Crimson and Gold: Life as a Limerick
by Mark Patrick Hederman (Columba Books, €19.99hb/£17.99hb)
John F. Deane
Dear reader: I presume you are an Irish Catholic; I am an Irish Catholic; I am reviewing a book on Irish Catholicism by an Irish Catholic for The Irish Catholic. And are we not all anxious, in the present, over the past, and for the future?
This timely, utterly readable, almost adorable book by an Irish Catholic, a monk and a priest and a former Abbot of Glenstal, may surely help to ease that anxiety, even a little.
We are given, scattered here and there as we read, some salient details of the life of Mark Patrick Hederman. Two of these, in particular, clarify the direction and tenor of the book. The first is that he was born close to Knockfierna, an Cnoc Fírinne, the ‘hill of truth’, in sight of the Galtee Mountains.
He tells us this hill was the palace of Donn Fíreannach, god of the dead and of fertility, and that he rides on horseback. It was – and is – a place rich in the Irish world of fairy and myth, an offering to the otherworld.
Epiphany
As a child, Mark Patrick found God on that hill, experiencing “an epiphany” and promising his life to the service of his Christ. This he has faithfully and seriously carried out.
The second detail is that, at the age of 64, as a contented monk, he was suddenly elected Abbot of Glenstal Abbey. Canon Law, Church rules, state that only an ordained priest may become an abbot and Mark Patrick found himself with a shotgun ordination, being made a priest within two months. This emphasised for him the ludicrous and volatile nature of Canon Law.
The early part of this delighting and sometimes mesmerising and disconcerting tale, presents a carefully sieved history of Ireland in the twentieth century, and how we have seen and treated our Irish Catholic faith down the decades. This is an enlightening tour, and a tour de force, told with precise detail and affirmation of sources, and with an engaging sense of humour.
Immaturity
How, for instance, we grew to immaturity under a monarchical hierarchy: John Charles McQuaid was always ‘a prince of the Church’, and acted accordingly; how we accepted celibacy as a law, infallibility, the elite standing of priests, and so much more.
And it was definitely wrong even to raise a question about such things. The Roman Church became our master and ruler and eventually Canon Law began to shoulder out of existence the purity and truth of the gospels themselves and, of course, that God is love. And remember, Mark Patrick offered himself to God on the Hill of Truth.
The result of our subservience was that we knew, by following all the rules and regulations given to us by our saintly betters, we would make it across the high rope-bridge into Heaven. We neglected, therefore, the wilderness within, disregarded our being persons-in-Christ and working for universal love, and even the care of the earth on which we live.
Early years
In the early years of our nationhood, great demands were made to shape Ireland as ‘a Catholic nation’. To the detriment of so much more: our culture, our literature, our freedoms to grow as human beings in the wider cosmos. We lost a sense of the beauty of contradictory things, of the deeper wisdom available to us, of the wonders that poetry can expose us to. ‘Nature’, the magnificent earth we survive on, became inimical, in the Western Church, to the ‘supernatural’ and we took the Church as absolute and changeless.
Mark Patrick brightly alerts us to the sixties in Ireland and, indeed, throughout the world, when all of this began to disappear, as quickly as dewfall on a summer day. Now ‘the lazy monopoly’ of the Irish Church was quickly eroded.
This book outlines the reasons why, and they are reasons that go far beyond our own shores. A newspaper, commenting on the Fleadh Cheoil held in 1963, noted the “disgraceful and unruly scenes in Mullingar”, the sexual explosion, the wild dancing, the music. Vatican II came about; Eamonn Casey was a bishop! Oh, and so much more unreasonable ballast we were hauling about for centuries.
Fr Hederman tells several stories, quotes poems, refers to our need for a deeper relationship with God, one that corresponds to the reality of our lives, of who we are. After the many preambles he comes to the point, and the preambles authorise him to do so: “How do we here in Ireland, in this twenty-first century, get nearer to our God?”
He does not prescribe any answers: but he suggests a complete decluttering of all that hides the purity of the gospels from us. He outlines many ways this may be undertaken and how we all may come to offer “a fling of the heart to the heart of the host”.
The final sections of this richly orchestrated book make positive and heartening reading. The many streams outlined throughout come together in a fluidly delighting and hopeful confluence to make a satisfying assault into the sea of faith. The Cnoc Fírinne of the child’s epiphany offers us the Christ, the way, the truth and the life, for the adult Irish Catholic.
John F. Deane is from Achill Island; he is founder of Poetry Ireland and its journal The Poetry Ireland Review. His new collection of poems, Naming of the Bones, comes from Carcanet Press in November.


### Requirement
Return, word for word, every entry in the listing below, but not its images.

*** Opening Data section ***

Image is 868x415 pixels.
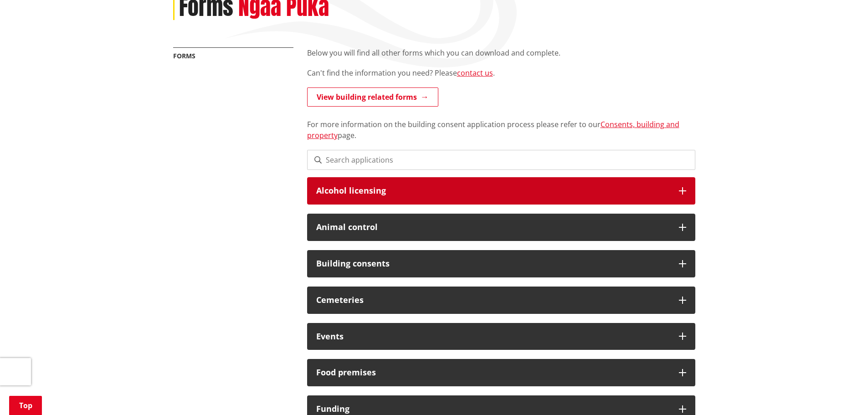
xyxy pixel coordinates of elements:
[173,51,196,60] a: Forms
[316,296,670,305] h3: Cemeteries
[316,259,670,268] h3: Building consents
[307,68,695,79] p: Can't find the information you need? Please .
[316,186,670,195] h3: Alcohol licensing
[457,68,493,78] a: contact us
[316,223,670,232] h3: Animal control
[307,47,695,58] p: Below you will find all other forms which you can download and complete.
[826,377,859,410] iframe: Messenger Launcher
[316,332,670,341] h3: Events
[307,88,439,107] a: View building related forms
[307,119,680,140] a: Consents, building and property
[316,368,670,377] h3: Food premises
[316,405,670,414] h3: Funding
[307,150,695,170] input: Search applications
[307,108,695,141] p: For more information on the building consent application process please refer to our page.
[9,396,42,415] a: Top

*** Closing Data section ***

### Result
Image is 868x415 pixels.
xyxy pixel coordinates of elements:
[173,51,196,60] a: Forms
[316,296,670,305] h3: Cemeteries
[316,259,670,268] h3: Building consents
[307,68,695,79] p: Can't find the information you need? Please .
[316,186,670,195] h3: Alcohol licensing
[457,68,493,78] a: contact us
[316,223,670,232] h3: Animal control
[307,47,695,58] p: Below you will find all other forms which you can download and complete.
[826,377,859,410] iframe: Messenger Launcher
[316,332,670,341] h3: Events
[307,88,439,107] a: View building related forms
[307,119,680,140] a: Consents, building and property
[316,368,670,377] h3: Food premises
[316,405,670,414] h3: Funding
[307,150,695,170] input: Search applications
[307,108,695,141] p: For more information on the building consent application process please refer to our page.
[9,396,42,415] a: Top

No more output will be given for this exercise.